Free Novel Read

Jupiter (1973)




  _____

  ORIGINAL $1.25

  266

  23sk JUPITER

  oo

  Be

  SPECULATIVE FICTION

  tinn

  BY SCIENCE FICTION’S

  llaa

  MASTER PROGNOSTICATORS.

  B

  EDITED BY CAROL AND FREDERIK POHL

  INTRODUCTION BY ISAAC ASIMOV

  “When / was a little boy I read astronomy books. I also

  read science fiction. Astronomy books told me a jew

  facts about Jupiter, but not many of the intimate details. Few intimate details were known in the prehistoric times in which l was a boy. Besides l preferred what

  the science-fiction tales said concerning Jupiter . .

  — Isaac Asimov

  (from his Introduction)

  What with all the P io n eer probes headed for that giant

  and mysterious planet, it won’t be long before we find

  out everything we ever wanted to know about Jupiter

  — well, almost everything! Meanwhile, let’s see how

  nine of our own pioneers in science fiction imagined the

  planet.

  Titles by

  FREDERIK POHL

  Short Stories

  Novels

  THE GOLD AT THE

  SLAVE SHIP

  STARBOW’S END

  EDGE OF THE CITY

  ALTERNATING

  DRUNKARD’S WALK

  CURRENTS

  A PLAGUE OF PYTHONS

  THE CASE AGAINST

  THE AGE OF THE

  TOMORROW

  PUSSYFOOT

  TOMORROW TIMES

  SEVEN

  THE MAN WHO ATE

  THE WORLD

  TURN LEFT AT

  THURSDAY

  THE ABOMINABLE

  EARTHMAN

  DIGITS AND DASTARDS

  DAY MILLION

  In collaboration with

  In collaboration with

  C. M. KORNBLUTH

  JACK WILLIAMSON

  THE SPACE MERCHANTS

  THE REEFS OF SPACE

  SEARCH THE SKY

  STARCHILD

  GLADIATOR-AT-LAW

  ROGUE STAR

  WOLFBANE

  UNDERSEA CITY

  THE WONDER EFFECT

  UNDERSEA FLEET

  UNDERSEA QUEST

  Anthologies

  THE STAR SERIES (No. 1 through No. 6)

  STAR OF STARS

  NIGHTMARE AGE

  All published by Ballantine Books

  JUPITER

  Edited, by Carol and Frederik Pohl

  Introduction by Isaac Asimov

  BALLANTINE BOOKS • NEW YORK

  Bridge, by James Blish, copyright © 1952 by Street & Smith

  Publications, Inc. Reprinted by permission of the author’s agent,

  Robert P. Mills, Ltd.

  Victory Unintentional, by Isaac Asimov, copyright © 1942 by

  Fictioneers, Inc., copyright renewed 1969 by Isaac Asimov.

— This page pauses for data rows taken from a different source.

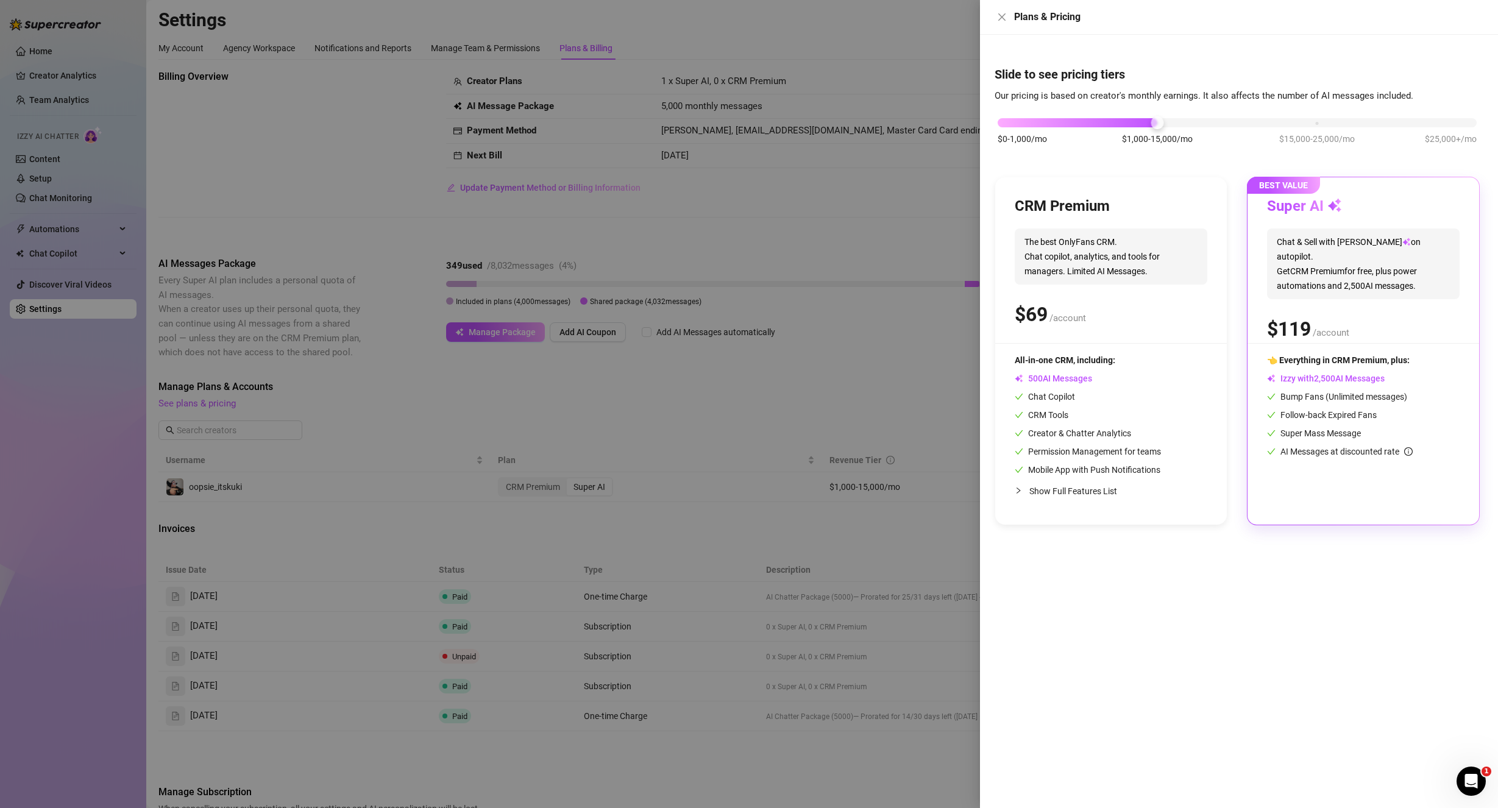  What do you see at coordinates (1045, 397) in the screenshot?
I see `span: Chat Copilot` at bounding box center [1045, 397].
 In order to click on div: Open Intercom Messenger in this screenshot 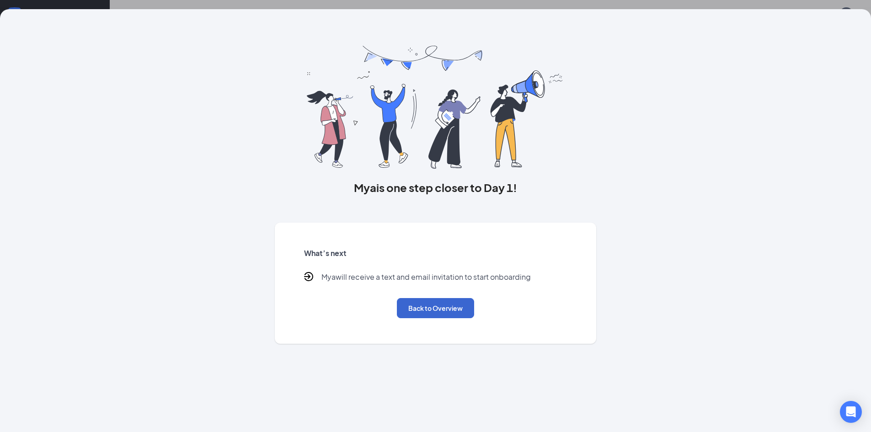, I will do `click(851, 412)`.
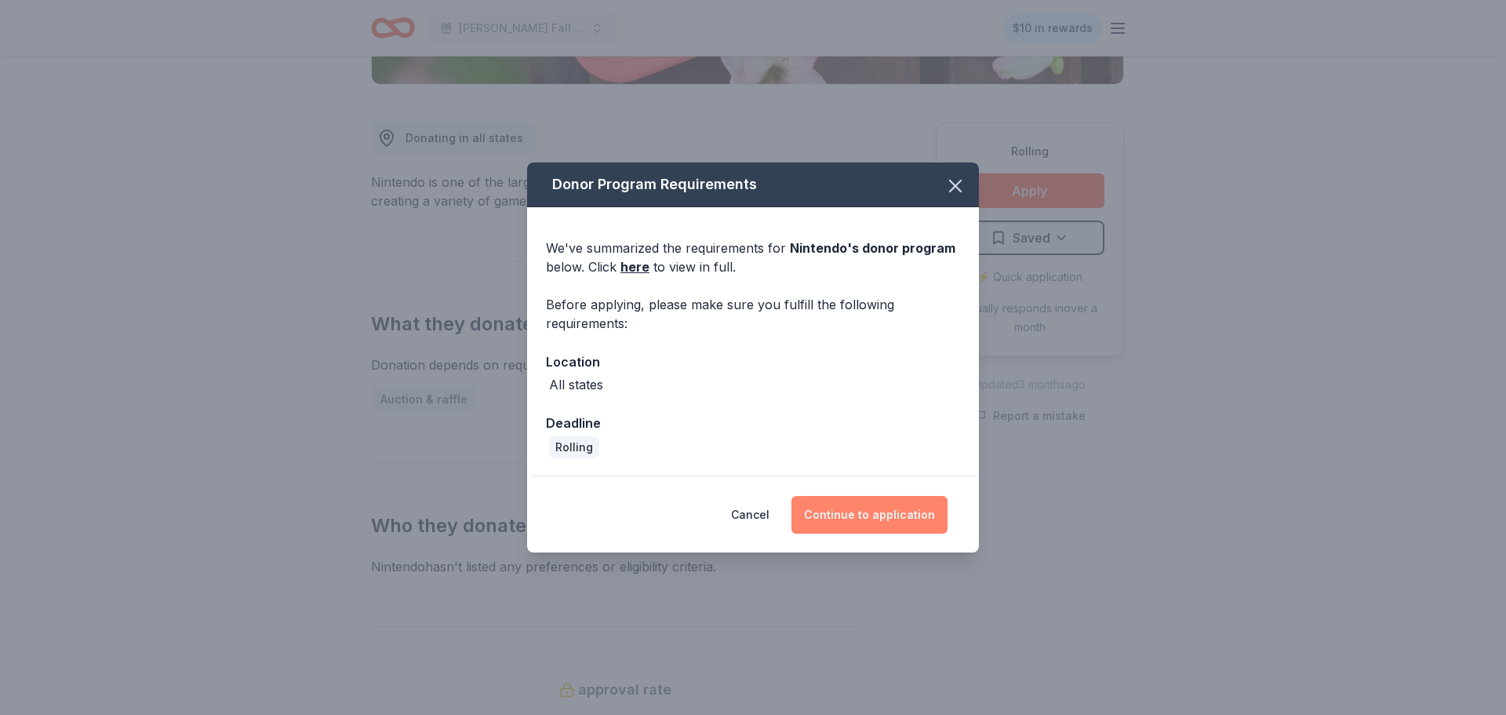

  Reprinted by permission of the author.

  Desertion, by Clifford D. Simak, copyright © 1944 by Street

  & Smith Publications, Inc., copyright renewed 1972 by Clifford

  D. Simak. Reprinted by permission of the author’s agent, Robert

  P. Mills, Ltd.

  The Mad Moon, by Stanley G. Weinbaum, copyright © 1934

  by Street & Smith Publications, Inc. Reprinted by permission of

  the author’s agent, Forrest J. Ackerman.

  Heavyplanet, by Milton A. Rothman, copyright © 1939, by

  Street & Smith Publications, Inc. Reprinted by permission of

  the author.

  The Lotus-Engine, by Raymond Z. Gallun, copyright © 1940

  by Fictioneers, Inc. Reprinted by permission of the author’s

  agent, Forrest J. Ackerman.

  Call Me Joe, by Poul Anderson, copyright © 1957 by Street

  & Smith Publications, Inc. Reprinted by permission of the author’s agent, Scott Meredith Literary Agency, Inc.

  Habit, by Lester del Rey, copyright © 1939 by Street & Smith

  Publications, Inc. Reprinted by permission of the author’s agent,

  Scott Meredith Literary Agency, Inc.

  A Meeting with Medusa, by Arthur C. Clarke, copyright ©

  1971 by Playboy. Reprinted by permission of the author’s agent,

  Scott Meredith Literary Agency, Inc.

  Copyright © 1973 by Carol and Frederik Pohl

  Introduction Copyright © 1973 by Isaac Asimov

  All rights reserved under International and Pan-American

  Copyright Conventions.

  SBN 345-23662-9-125

  First Printing: December 1973

  Printed in Canada

  Cover art by John Berkey

  BALLANTINE BOOKS, INC.

  201 East 50th Street, New York, N.Y. 10022

  Contents

  Introduction: Jupiter the Giant

  vii

  Isaac Asimov

  Preface: Jupiter at Last

  xv

  Frederik and Carol Pohl

  Bridge

  1

  James Blish

  Victory Unintentional

  39

  Isaac Asimov

  Desertion

  65

  Clifford D. Simak

  The Mad Moon

  81

  Stanley G. Weinbaum

  Heavyplanet

  111

  Milton A. Rothman

  The Lotus-Engine

  125

  Raymond Z. Gallun

  Call Me Joe

  149

  Poul Anderson

  Habit

  193

  Lester del Rey

  A Meeting with Medusa

  211

  Arthur C. Clarke

  JUPITER THE GIANT

  Introduction

  01

  When I was a little boy I read astronomy books.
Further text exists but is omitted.